The story of Honest starts with Gerry, Mandy and Jo, played by Natalie and Nicole Appleton and Melanie Blatt, three members of All Saints, a band with three successive UK No 1s. They are sisters from an East End family who embark on a life of crime and break into a jewellery shop on Carnaby Street, the heart of Swinging London. In the process, they become involved with the staff of Zero, an alternative underground paper which has its offices next door.
When the plans go wrong, Gerry is rescued by Daniel, a young American student who has given up on Oxford to become a journalist at Zero. A relationship develops between the two. At the same time, the East End bosses react badly to the girls’ solo efforts and, in among the music festivals, love-ins and the on-again, off-again love affair between Gerry and Daniel, a deadly battle is fought out, as the sisters and their family flee across France, with the vicious drug-dealing hit man, The Hawk, in hot pursuit.

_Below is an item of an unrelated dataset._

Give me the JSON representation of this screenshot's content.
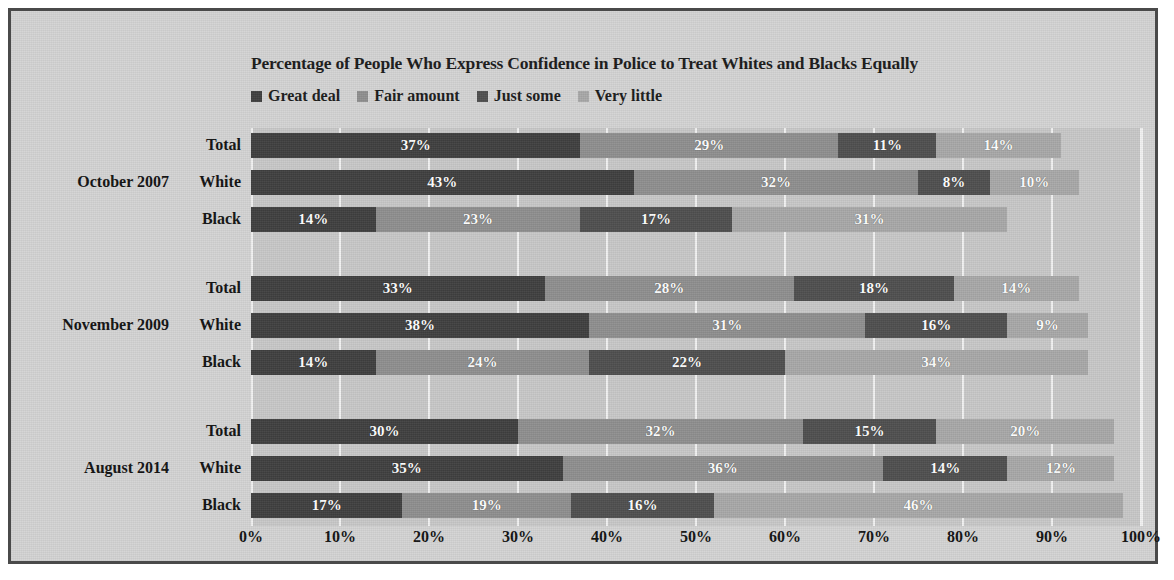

“It’s serious, meaningful and deep,” says Gregory, “but at the same time a very funny movie. It has action and bad guys that are real bad guys, and good guys who are real good guys, and everything in between.”
“Dave drew the characters of the story from a particular time of his life and the meeting of a girl he knew years and years ago,” says Ian La Frenais. “He really fell for her, and then found out that she was a thief - but almost the most honest person he had ever met.”